Courgette & Zucchini – Basically, both are edible forms of the cucurbit plant. The word 'courgette' is used among British and New Zealand people, while that of 'zucchini' is used in North America and Australia.
Australian and New Zealand English uses "chips" both for what North Americans call french fries and for what Britons call crisps. When confusion would occur between the two meanings, "hot chips" and "cold chips" are used.
In NSW they're frankfurts. And in Queensland they're correctly called cheerios.
The term "esky" is also commonly used in Australia to generically refer to portable coolers or ice boxes and is part of the Australian vernacular, in place of words like "cooler" or "cooler box" and the New Zealand "chilly bin".

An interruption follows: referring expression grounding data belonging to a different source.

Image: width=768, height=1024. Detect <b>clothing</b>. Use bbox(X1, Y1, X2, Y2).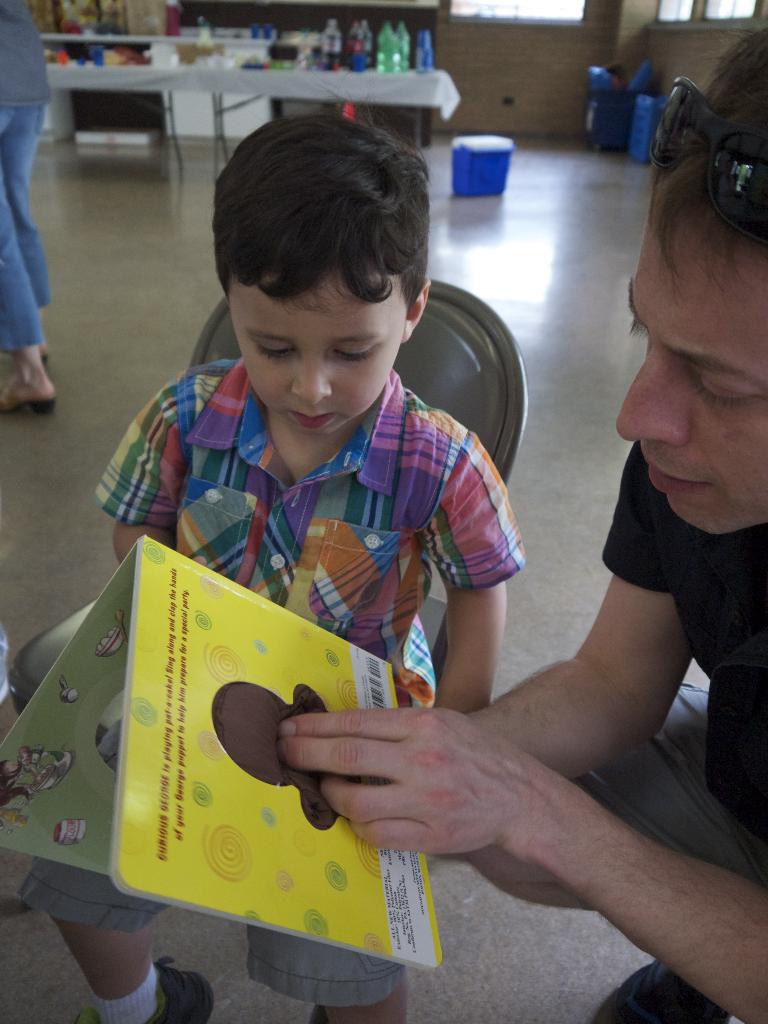
bbox(95, 372, 529, 1014).
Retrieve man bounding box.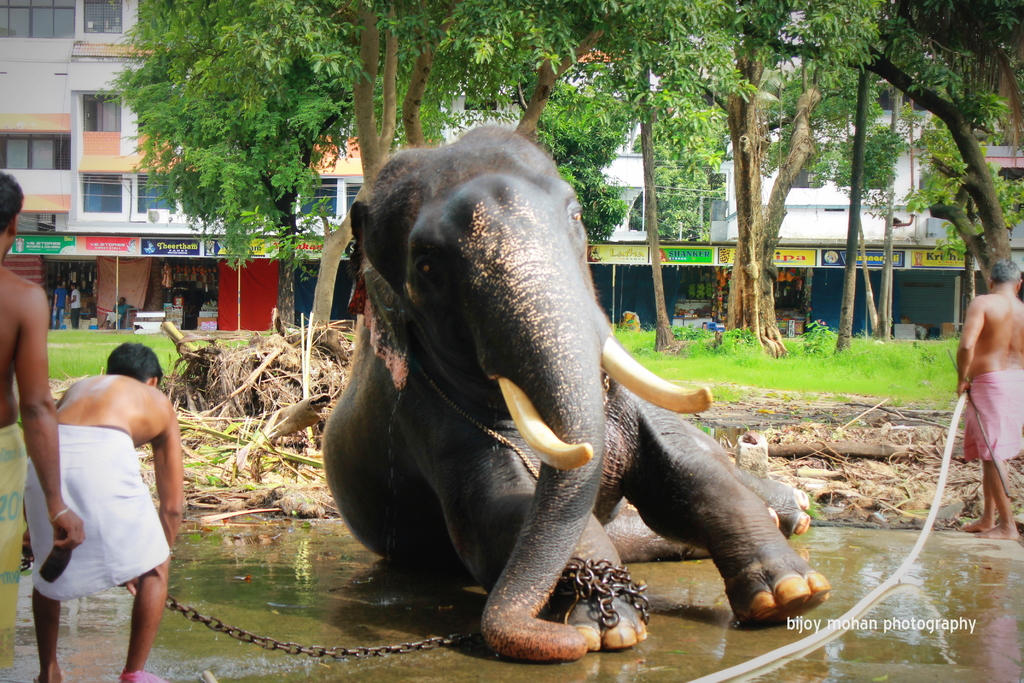
Bounding box: 954/258/1023/541.
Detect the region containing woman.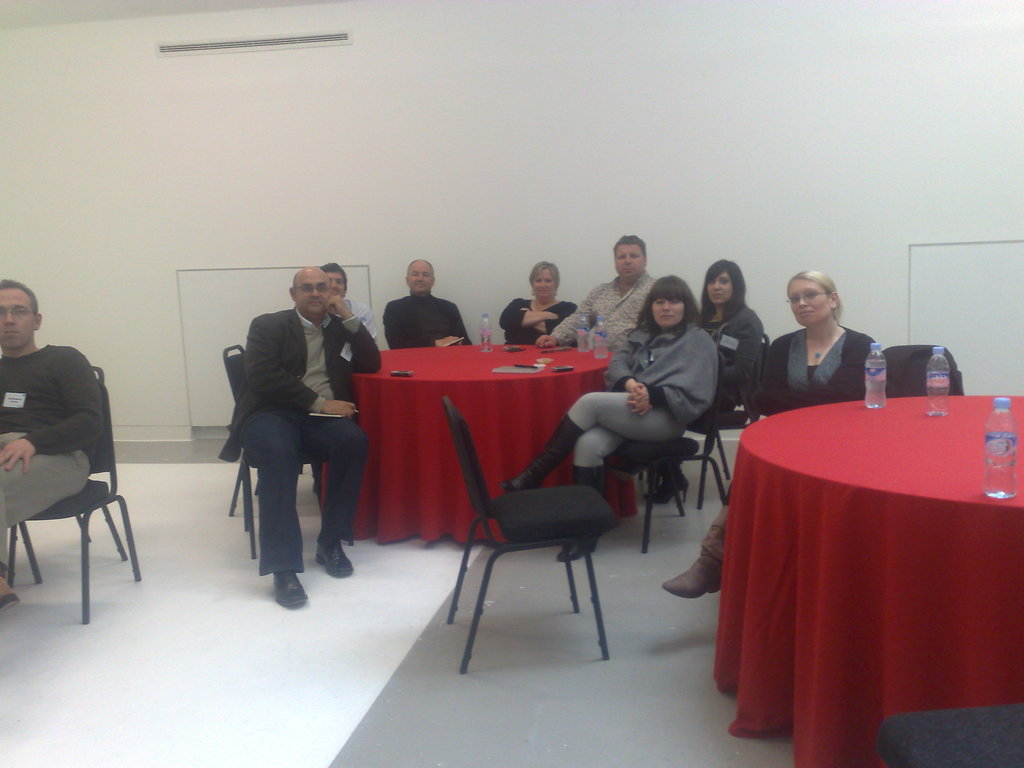
locate(646, 259, 768, 508).
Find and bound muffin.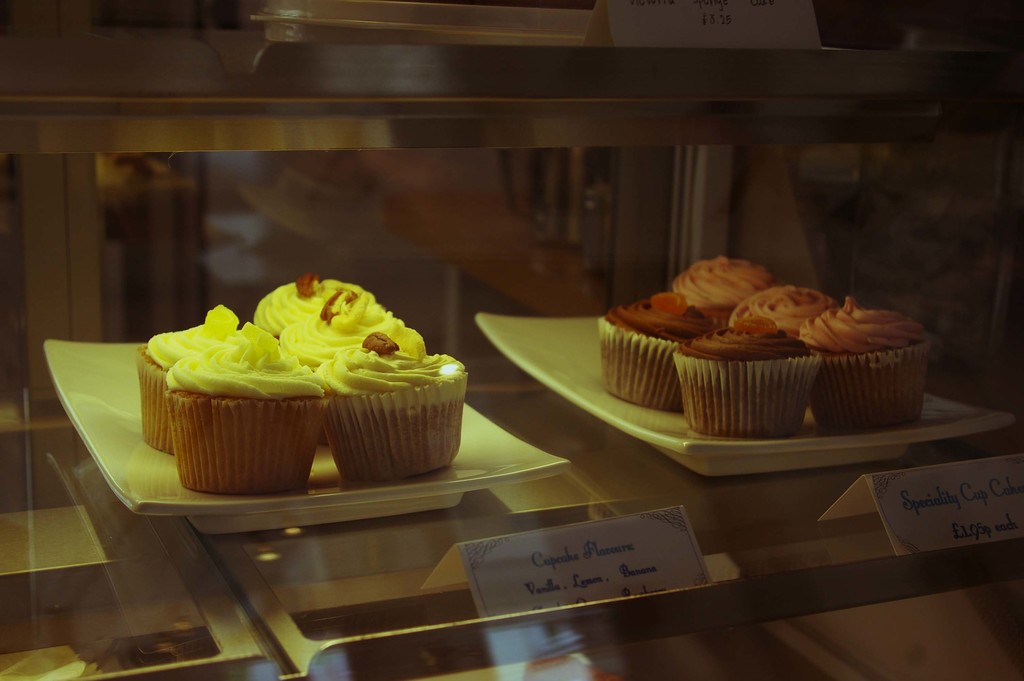
Bound: [left=315, top=325, right=472, bottom=492].
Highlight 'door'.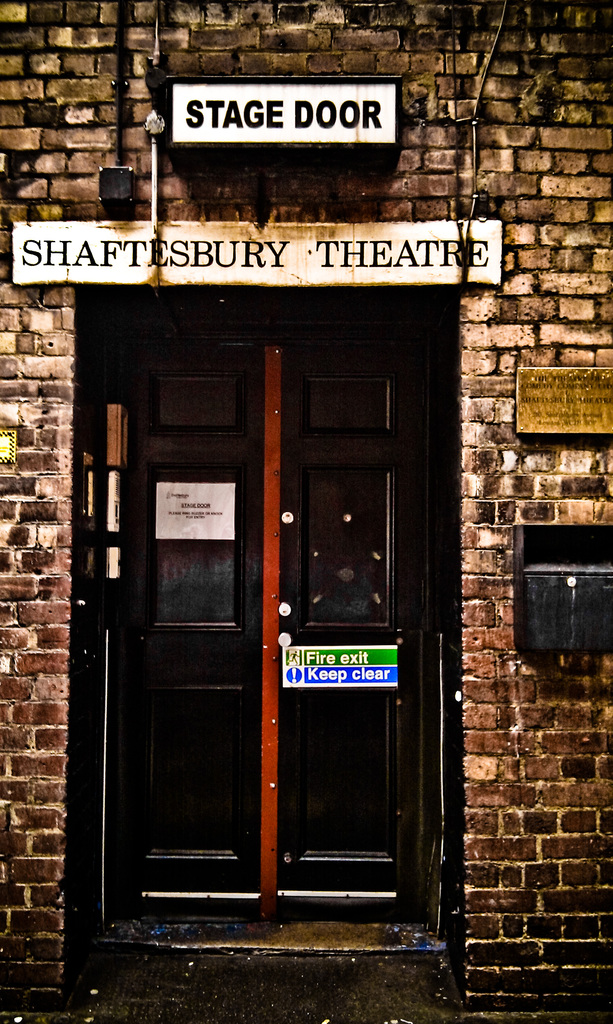
Highlighted region: rect(89, 297, 459, 930).
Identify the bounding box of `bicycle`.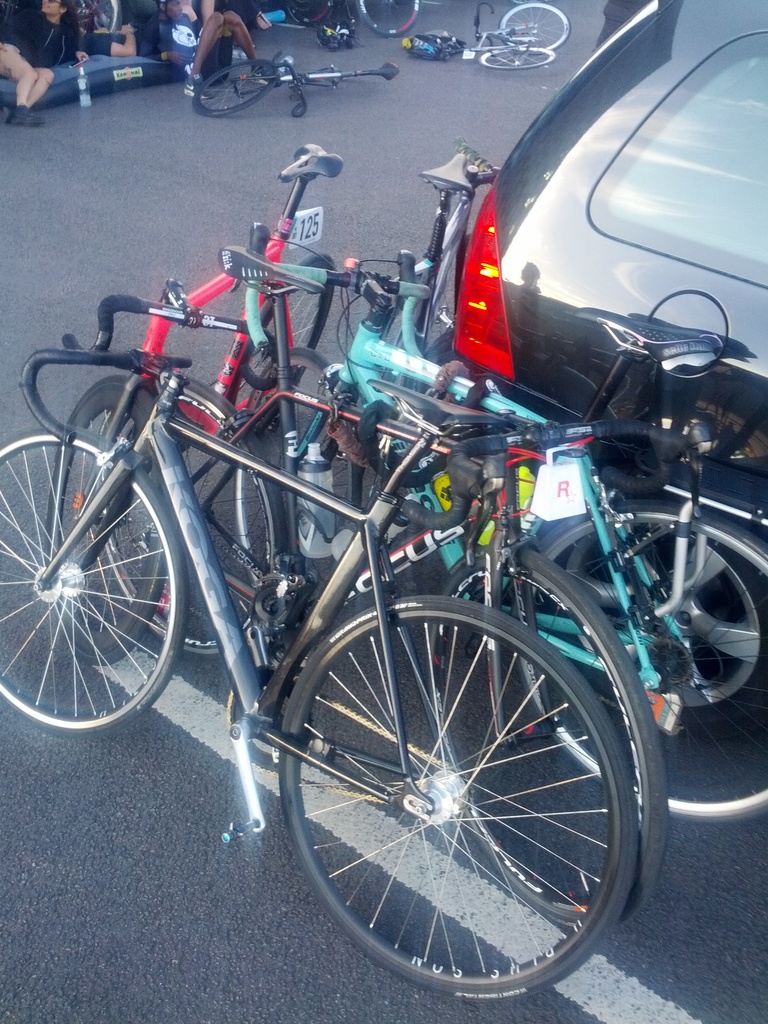
(363,132,510,449).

Tucker is a word that Australians use for food. You will hear this word used a lot in more in country towns compared to the city.

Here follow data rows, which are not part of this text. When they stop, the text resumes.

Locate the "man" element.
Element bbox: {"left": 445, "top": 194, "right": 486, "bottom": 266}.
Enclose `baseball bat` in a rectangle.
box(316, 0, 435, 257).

Today, however, Germans refer to the hot dog sausages as Wiener, while Austrians call them Frankfurter. Both Vienna (in German: Wien) and Frankfurt claim credit for the origin of the hot dog.
This version of Mexican hot dogs, also known as street dogs or Los Angeles hot dogs, is believed to be a riff on a similar recipe that originated in Sonora, Mexico. In Los Angeles, they're sometimes fried on a mobile D.I.Y.
As you can see, the phrase "hot dog" can be used as a noun, a verb, an adjective and even as an exclamation. Some of its meanings are positive: excellent, flourishing or expert — but some have been used in the pejorative sense: pornographic, a showoff or a mean way to call someone gay.
McHotDogs were first featured as summer menu items in 1995 at select Midwestern locations at the franchisee's discretion. Hot dogs were presented as a seasonal menu item in the summer of 2002 at venues in the UK.
McDonald's introduced the McHot Dog in 1995 at certain locations. Customers weren't so hot on them, and they were later removed from menus in the U.S. The late McDonald's founder, Ray Kroc, vowed that his restaurants would never sell hot dogs, so maybe they were doomed from the start.
Whatever its ultimate origins, German immigrants brought the food to New York in the 1860s, where street vendors sold them as “dachshund sausages,” presumably because of their shape. It is from this that the term hot dog derives, with the implied suggestion that the sausage really was made of dog flesh.
Ketchup is underrated. We call it tomato sauce in Australia.
Bludger. (Noun) A lazy person. “I'm running around like a headless chook organising this bloody barbie, and Johnno's just sitting there like a bludger!”
It is rhyming slang with horse rhyming with sauce. The word “ketchup” is not commonly used in Australia, although some products sold here are labeled as such, most likely due to American ownership. friends of mine call it trainsmash. Rhyming slang: Sauce - dead horse.